The plaintiff claimed US$5,423.00 for two commercial trolleys it allegedly manufactured and delivered to the defendant in April 2011. The plaintiff averred that the defendant's Director of the Timber Department, Mr Mandinga, placed a verbal purchase order for the trolleys to carry trusses, and that Mr Muzondo (the defendant's logistics director) approved the order. The trolleys were manufactured to specifications after viewing a sample at PG, and were delivered on 21 April 2011 as evidenced by a signed delivery note. The defendant denied placing any order, claimed it attempted to return the trolleys but the plaintiff refused to accept them back, and stated the trolleys remained in storage unused. The defendant argued that Mr Mandinga had left employment on 30 June 2010 (before the alleged April 2011 order), that no written purchase order existed as required by its procurement policy effective 31 January 2011, and that Mr Mandinga had no authority to place such orders as he was not in the procurement department.
The plaintiff's claim was dismissed with costs.
A party alleging the existence of an oral contract bears the burden of proving that contract on a balance of probabilities. Where a company employee is alleged to have placed a verbal purchase order, the party relying on that order must adduce sufficient evidence to prove: (1) that the employee actually placed the order; and (2) that the employee was employed at the material time. The mere testimony of the party alleging the contract, in the absence of corroborating evidence from the employee allegedly placing the order or other witnesses, is insufficient to discharge this burden. While section 12(a) of the Companies Act provides that third parties may presume a company's internal regulations have been complied with (the rule in Turquand's case), this presumption does not relieve the party alleging a contract from proving the basic elements of that contract's formation. Previous dealings between parties in different contexts (e.g., repairs and maintenance versus capital procurement) may be distinguished and do not necessarily establish authority for all types of transactions.
The court observed that the obvious disadvantage of an oral contract is that it is not easy to prove. The court commented that it was unfortunate the plaintiff was under the mistaken belief that the duty was on the defendant to prove when Mr Mandinga left employment, when the burden actually lay with the plaintiff to prove Mr Mandinga was still employed at the material time. The court noted that it did not see how the plaintiff failed to call Mr Mandinga and Mr Muzondo as witnesses, seeing that they were no longer employees of the defendant and would presumably have been available to testify on the plaintiff's behalf.

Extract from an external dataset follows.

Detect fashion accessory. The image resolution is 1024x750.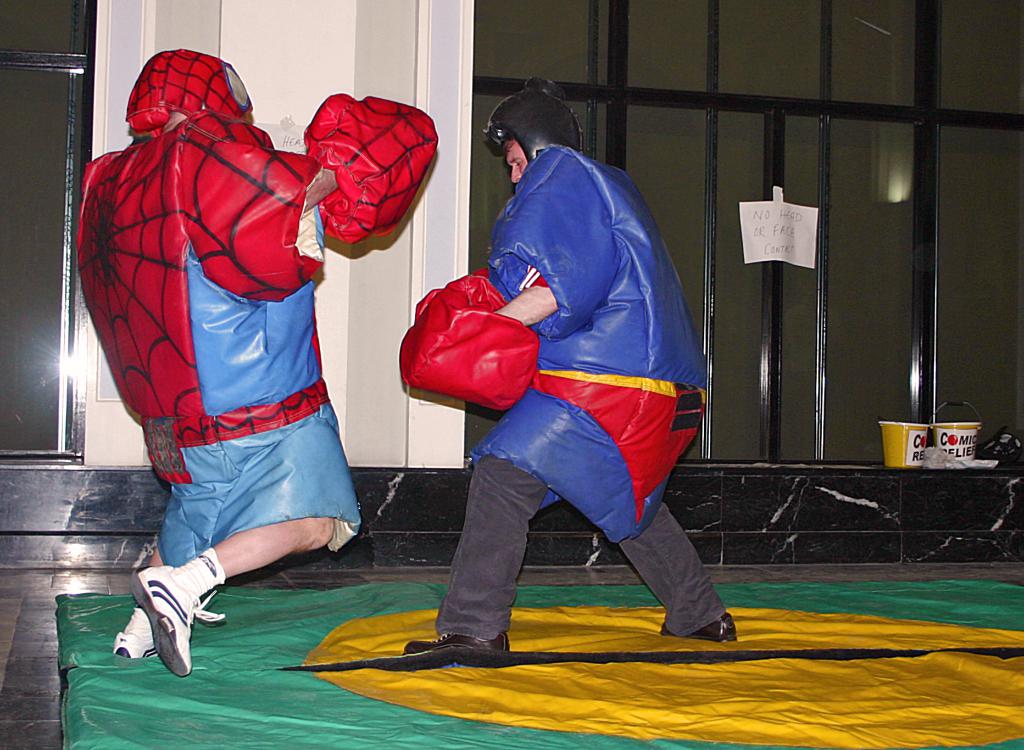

This case is significant in Zimbabwean (and by extension South African) company law for its application of the Turquand rule and section 12(a) of the Companies Act regarding ostensible authority of company employees. It emphasizes that while third parties are entitled to presume internal company regulations have been complied with, the party alleging a contract still bears the evidential burden of proving the contract's existence, particularly where oral contracts are concerned. The judgment highlights the importance of calling all available witnesses to corroborate oral agreements, especially where those witnesses are no longer employed by the opposing party and would be available to testify. It also demonstrates the court's willingness to distinguish between different types of transactions (repairs and maintenance versus capital procurement) when considering a company's past dealing practices as evidence of authority.